Oh, and a note about donating vs. dumpstering: don’t sabotage yourself by trying to be perfect. It’s okay to throw stuff out. Yeah, the environment blah blah blah, but also YOU. YOU ARE IMPORTANT TOO. Your health and happiness and ability to function matter. If you need to just trash a dumpster load’s worth of stuff because donating it is too overwhelming, you go ahead and do it. Factory farms and strip mining and palm oil are the things we all need to be worrying about, not whether  throwing out broken coffee makers and 10 year old textbooks is okay. We threw out of LOT of Cayce’s stuff, and I feel totally fine about it. (I staged a little “merchandise” area in her alley next to the dumpster for the nicer stuff [DVD box sets etc] and everything routinely disappeared within a few hours, so that’s an option too.)

If you’re following me on Instagram, you probably noticed that I’ve been picking up a LOT of furniture for Cayce.

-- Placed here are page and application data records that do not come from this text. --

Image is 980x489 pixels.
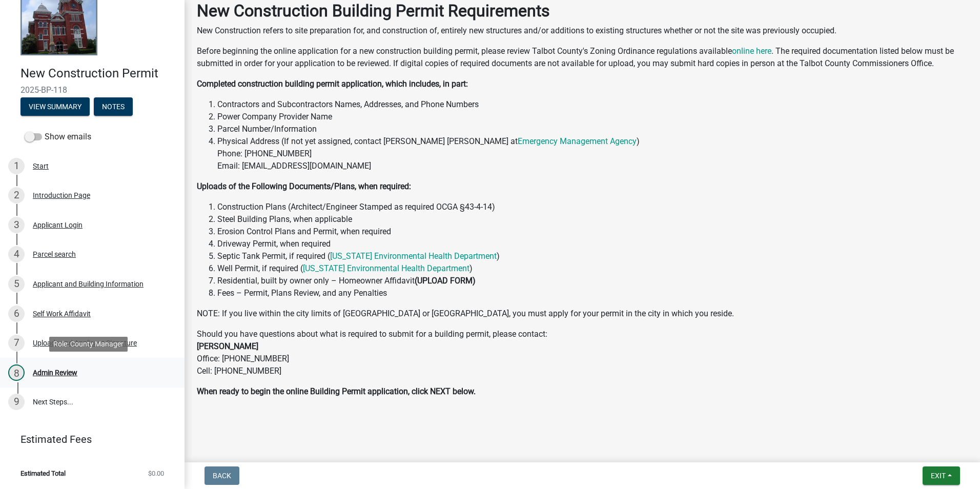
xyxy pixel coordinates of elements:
[218,111,968,123] li: Power Company Provider Name
[218,287,968,299] li: Fees – Permit, Plans Review, and any Penalties
[20,85,164,95] span: 2025-BP-118
[197,25,968,37] p: New Construction refers to site preparation for, and construction of, entirely new structures and...
[33,163,49,169] div: Start
[33,221,83,228] div: Applicant Login
[8,334,25,351] div: 7
[213,471,231,480] span: Back
[218,99,968,111] li: Contractors and Subcontractors Names, Addresses, and Phone Numbers
[8,276,25,292] div: 5
[93,103,133,111] wm-modal-confirm: Notes
[33,339,137,347] div: Uploads and Applicant Signature
[8,429,168,450] a: Estimated Fees
[931,471,946,480] span: Exit
[218,201,968,213] li: Construction Plans (Architect/Engineer Stamped as required OCGA §43-4-14)
[93,97,133,116] button: Notes
[8,393,25,410] div: 9
[732,46,772,56] a: online here
[20,66,177,81] h4: New Construction Permit
[49,336,128,352] div: Role: County Manager
[33,280,144,288] div: Applicant and Building Information
[8,158,25,174] div: 1
[148,470,164,477] span: $0.00
[197,45,968,69] p: Before beginning the online application for a new construction building permit, please review Tal...
[8,187,25,204] div: 2
[20,470,66,477] span: Estimated Total
[197,307,968,320] p: NOTE: If you live within the city limits of [GEOGRAPHIC_DATA] or [GEOGRAPHIC_DATA], you must appl...
[20,103,90,111] wm-modal-confirm: Summary
[197,79,468,88] strong: Completed construction building permit application, which includes, in part:
[33,192,91,199] div: Introduction Page
[218,213,968,226] li: Steel Building Plans, when applicable
[33,310,91,317] div: Self Work Affidavit
[8,305,25,322] div: 6
[197,342,259,351] strong: [PERSON_NAME]
[33,250,76,258] div: Parcel search
[33,369,77,376] div: Admin Review
[518,136,637,146] a: Emergency Management Agency
[218,123,968,135] li: Parcel Number/Information
[218,238,968,250] li: Driveway Permit, when required
[197,386,476,396] strong: When ready to begin the online Building Permit application, click NEXT below.
[20,97,90,116] button: View Summary
[218,274,968,287] li: Residential, built by owner only – Homeowner Affidavit
[197,182,411,191] strong: Uploads of the Following Documents/Plans, when required:
[197,328,968,377] p: Should you have questions about what is required to submit for a building permit, please contact:...
[8,246,25,262] div: 4
[25,131,91,143] label: Show emails
[923,466,960,485] button: Exit
[218,135,968,172] li: Physical Address (If not yet assigned, contact [PERSON_NAME] [PERSON_NAME] at ) Phone: [PHONE_NUM...
[330,251,497,261] a: [US_STATE] Environmental Health Department
[197,1,550,20] strong: New Construction Building Permit Requirements
[303,263,470,273] a: [US_STATE] Environmental Health Department
[8,364,25,381] div: 8
[218,250,968,262] li: Septic Tank Permit, if required ( )
[8,217,25,233] div: 3
[204,466,240,485] button: Back
[415,276,476,285] strong: (UPLOAD FORM)
[218,226,968,238] li: Erosion Control Plans and Permit, when required
[218,262,968,274] li: Well Permit, if required ( )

That’s because the furniture in her old apartment consisted of a bed, a dresser, a tiny desk, a folding card table, and EIGHT BOOKCASES. Two of the bookcases were 4×4 Expedit units–as a reminder, this is what one of them looked like:

The other one was honestly worse. (Can you spot the third Expedit sitting on top of the first one? Yeah that one was bad too. Also theres a whole other Expedit just out of the frame to the left. Now that I’m thinking about it she actually had 10 bookcases. That’s a whole lot of bookcases in one tiny studio apartment, guys.) Day 1 was devoted to just throwing away trash, and when I came back on day 2 she had sorted through and boxed up all of her books. I was a little nervous about exactly how thorough her editing process had been, but when I was unpacking her boxes the next week I discovered that she had absolutely fucking killed it. She went from two completely packed 4×4 Expedits to this:

I have honestly never been more proud.